FORMER BOSTON CELTIC ON TRIAL ON GUN CHARGES
A man who once played for the NBA’s Boston Celtics is on trial in Chicago’s federal courthouse this week, accused of buying 30 Ruger firearms stolen from a South Side rail yard in April 2015.
The feds say Nate Driggers was a fence who bought the guns from thieves who helped steal more than 100 of the weapons from a parked freight train bound for Spokane, Washington. Driggers, a convicted felon, is charged with illegal possession of the guns.
Driggers’ lawyers say he is not guilty. His trial got underway Monday afternoon at the Dirksen Federal Courthouse. It is the first trial to result from a theft that authorities say flooded Chicago’s streets with stolen guns. The feds say two robbery crews banded together to steal the new weapons — worth more than $ 50,000 combined — divvied them up at a stash house and tried to sell them.
Authorities have since tied at least one of the stolen guns to a shooting in Chicago on Jan. 22, 2016.
Assistant U. S. Attorney Christopher Parente said Marcel “Soup” Turner, Terry “Tito” Walker and Frederick “Macboney” Lewis took their share of about 30 guns to Driggers, who bought them at his unmarked “store” — where the feds allegedly found one of the stolen Ruger firearms along with other merchandise lifted off freight trains.
Turner pleaded guilty in September and took the stand Monday afternoon as the prosecutors’ first witness. But that was after Driggers’ attorney, William Murphy, spent most of his opening statement attacking Turner’s credibility.
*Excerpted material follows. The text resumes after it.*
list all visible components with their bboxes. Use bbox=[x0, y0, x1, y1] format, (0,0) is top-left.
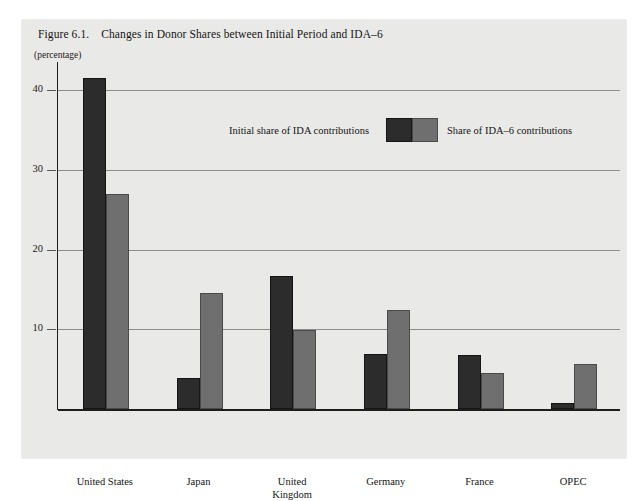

Murphy called Turner a “career criminal” and a “thief.” He also said Driggers did not have “exclusive” control of the store where the gun was found.
Parente told the jury that cellphone data would corroborate Turner’s testimony, but Murphy said that data “doesn’t prove anything.”
Walker and Lewis have also entered guilty pleas, records show.
Driggers, a Corliss High School standout, played 15 games for the Boston Celtics in the 1996- 97 season. He was found guilty in August 2009 of misdemeanor unauthorized use of a trademark involving the sale of counterfeit gym shoes. He received a fine and 12 months conditional release, records show. He also received a four- year prison sentence for a drug charge in November 2001, according to court records.